Competence in how the coercion involved in human trafficking plays out in practice, especially in cases where it appears that the victim could have left the exploitative relationship, is important, in order to provide a sound basis for investigation and criminal prosecution. These cases also require a solid legal presentation and an instructive description of the ways in which coercion and exploitation may manifest, especially in their less obvious forms.
It is important to regard anti-trafficking efforts as an ideally cohesive chain of interventions that involve collaboration between a number of different actors. Identification and assistance are also crucial to facilitate investigation and prosecution of human trafficking in working life. However, this collaboration may be hampered by formal barriers and insufficient procedures, which have been a recurring topic in all three areas of action that we have analysed in this report (identification, assistance, and prosecution). Provisions should therefore be made for establishment of common arenas and communication between agencies that have different mandates and understandings of the problem. There is a need for quality-assured knowledge on human trafficking among actors in the labour market and people who are in contact with particularly vulnerable migrant groups.
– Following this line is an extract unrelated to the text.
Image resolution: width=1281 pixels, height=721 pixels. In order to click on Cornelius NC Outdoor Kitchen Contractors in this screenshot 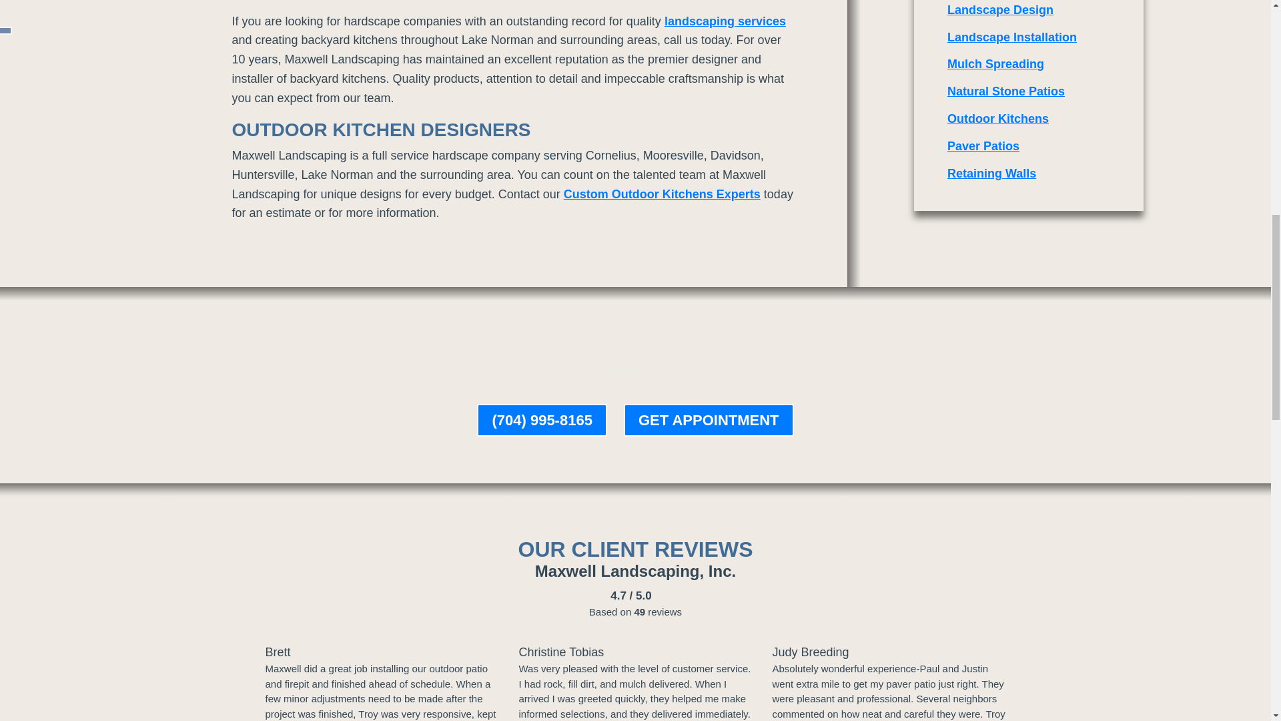, I will do `click(662, 194)`.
The considerable gap between rights/sanctions depending on whether a case will be defined as human trafficking or not may be a hindrance to anti-trafficking efforts, because the threshold to take action can be raised if actors feel very uncertain as to whether a case will fall within the scope of human trafficking. The challenges posed by this grey area have received more attention over the past year, and many have spoken of a "lawless space". Questions have been raised as to whether new legislation is needed to address gross exploitation. In 2020, there was a proposal to increase the penalties for violations of the Working Environment Act, as well as a proposal to introduce legislation against wage theft. There is currently a real concern amongst many about giving potential victims an unrealistic impression of the amount of help they can expect to receive. Support for measures that target vulnerable groups in which exploitation may occur, although not necessarily to the level of human trafficking, may thus have a positive effect, because this will allow for the provision of at least some assistance, and effectively lower the threshold to explore options. The cases that fall just outside the definition of human trafficking may thus be just as important to address as those that fall within it, including in order to strengthen work against human trafficking as such.